Are you seeking control when He’s calling you to surrender?
Prayer:
Jesus, shake me if I’ve grown cold. Let me feel again. Let me see again. Don’t let me settle for knowing about You when You’ve invited me to know You deeply. Strip away the pride, the performance, the routine—and lead me back to wonder. I don’t want to miss You. Amen.
Read: John 5:39–47
“You search the Scriptures because you think that in them you have eternal life; and it is they that bear witness about me, yet you refuse to come to me that you may have life… I know that you do not have the love of God within you... If you believed Moses, you would believe me; for he wrote of me.” (John 5:39–40, 42, 46)
They knew the Book. But they missed the Author.
These were the people who had devoted their entire lives to the Scriptures. They didn’t just read the Word of God—they studied it, copied it, and taught it. But Jesus says something staggering: “You search the Scriptures thinking that’s where life is… but they point to Me. And you still won’t come.”

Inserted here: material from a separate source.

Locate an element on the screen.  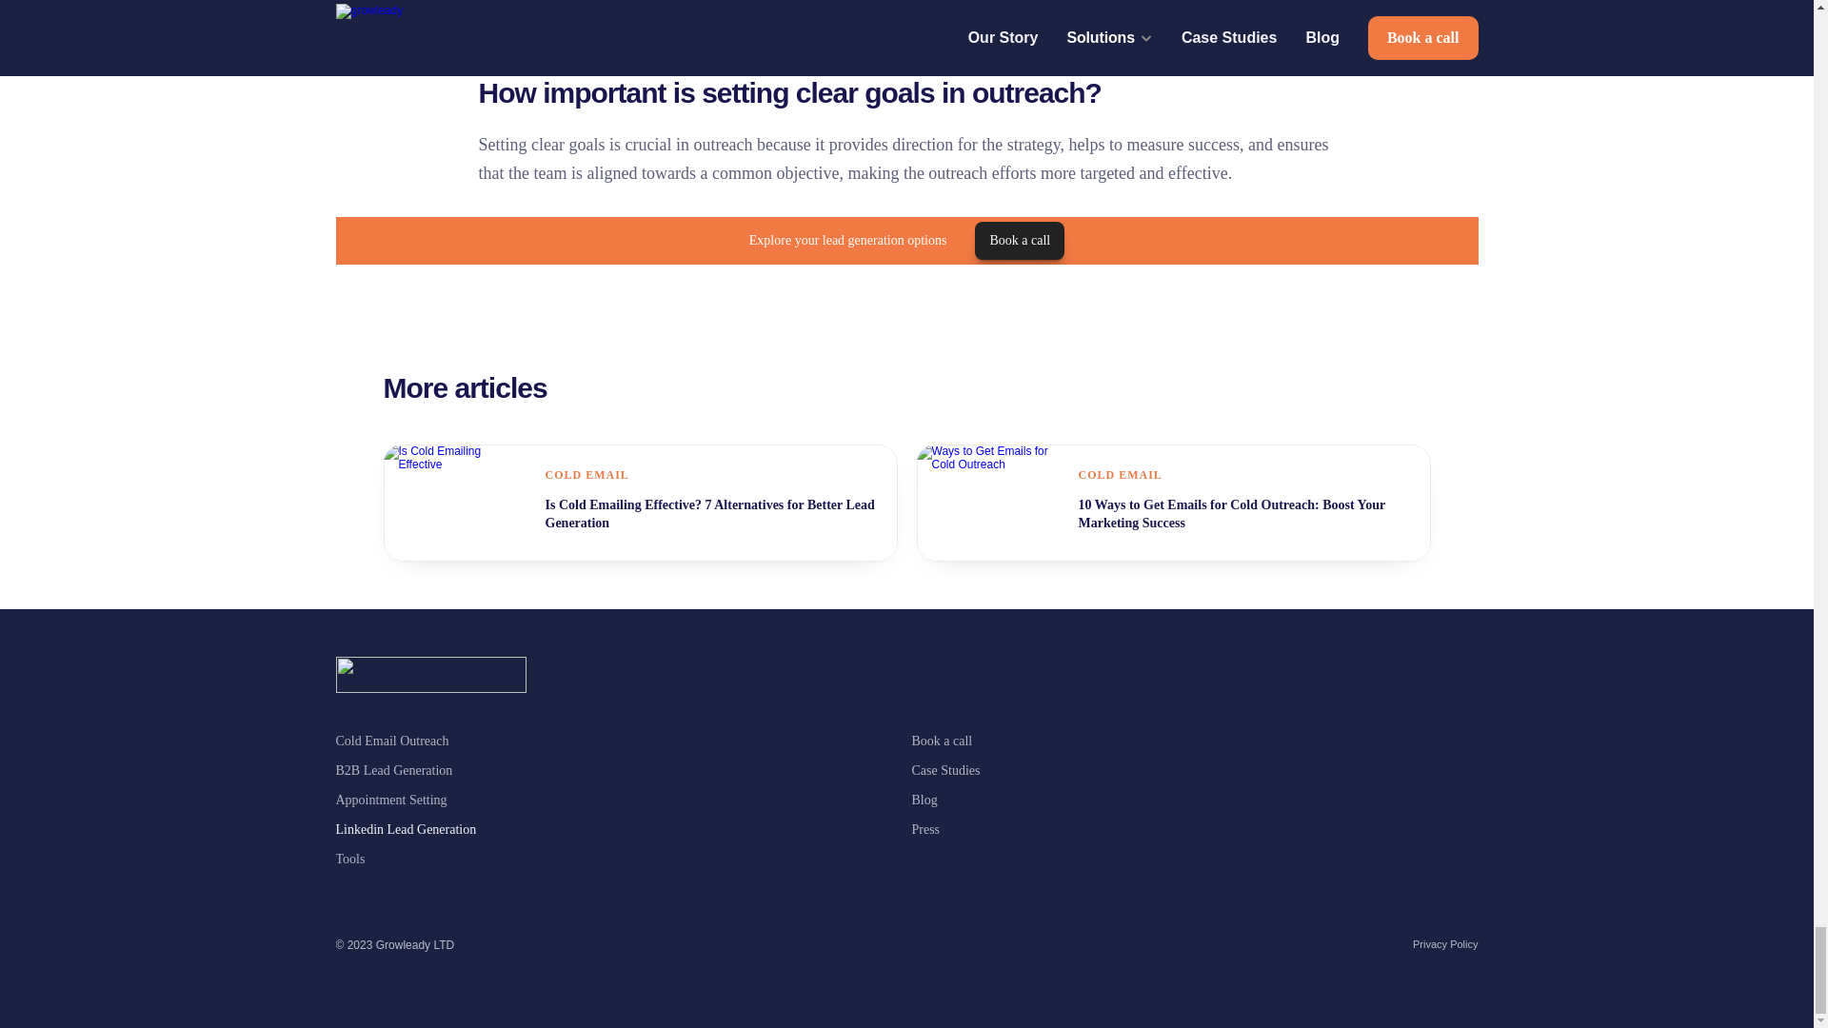
Linkedin Lead Generation is located at coordinates (405, 830).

They were standing in the presence of the very One the Bible was written about… and they couldn’t recognize Him.
Why?
Because they didn’t want a Savior—they wanted validation.

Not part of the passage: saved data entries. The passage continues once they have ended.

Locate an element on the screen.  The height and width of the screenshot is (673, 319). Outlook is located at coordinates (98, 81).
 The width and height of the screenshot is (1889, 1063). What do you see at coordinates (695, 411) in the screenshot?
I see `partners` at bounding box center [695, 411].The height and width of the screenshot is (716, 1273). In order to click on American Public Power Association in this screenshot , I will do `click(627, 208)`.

They weren’t after transformation—they wanted affirmation of what they already believed.
And when Jesus didn’t fit their mold, they turned their backs on the God they claimed to love.
This is one of the most haunting warnings in all of Scripture: you can have a Bible in your hand and still not have Jesus in your heart.
He doesn’t say they’re ignorant—He says they’re unwilling. Not unable to believe—but refusing to. Because the truth costs too much.
This passage aches with more sorrow than anger. Jesus isn’t just confronting them—He’s grieving over them. His words are tender but devastating: “I know that you do not have the love of God within you.”
It’s possible to be religiously informed and spiritually empty.
It’s possible to know theology and miss the Truth.
It’s possible to come to church and never come to Jesus.
Application:
Have you settled for a faith built on knowledge instead of love?
Is there any place where you’re refusing to come closer—because deep down, you don’t want to surrender?
Prayer:
Jesus, I don’t want to study You from a distance. I want to know You. Really know You. Forgive me for settling for facts without faith, for religion without relationship. Break down the walls in me that resist surrender. Amen.
Read: John 5:40
“You refuse to come to me that you may have life.” (John 5:40)
John 5 is more than a miracle story. It’s a warning wrapped in grace.
A man crippled for thirty-eight years is healed with a single sentence. A crowd watches it unfold. The religious leaders investigate. But instead of rejoicing, they recoil. Instead of faith, they respond with fury.
Why? Because Jesus didn’t fit their expectations.
He healed on the wrong day. He claimed the wrong authority. He made Himself equal with God.
And that’s when the truth surfaces: they weren’t after healing. They weren’t even after God. They were after control. And when the Son of God stood in front of them—radiating power, mercy, and truth—they refused to come to Him.
That word—refuse—is what cuts deepest. Jesus doesn’t say they couldn’t believe. He says they wouldn’t. It wasn’t a lack of evidence. It was a hardness of heart.
And that’s the tragedy: they were close to everything holy… and still missed Jesus.
So today, we end where Jesus did—not just with conviction, but invitation. The same voice that called the paralyzed man to rise… the same voice that will one day call the dead from their graves… is calling you right now.
Come to Me.
Not to a rulebook.
Not to a performance trap.
Not to religion.
To Me.
Don't miss Him. Not because you're busy. Not because you're afraid. Not because you're too familiar with sacred things to be moved by the sacred One.
Application:
Where have you resisted Jesus because He didn’t move the way you expected?
Are you truly coming to Him—or just trying to clean yourself up around Him?
Prayer:
Jesus, I don’t want to just know about You—I want to know You. Forgive me for every time I’ve stood close but kept my heart distant. Call me again. Break through every wall I’ve built. You are life. You are Lord. And I say yes to You. Amen.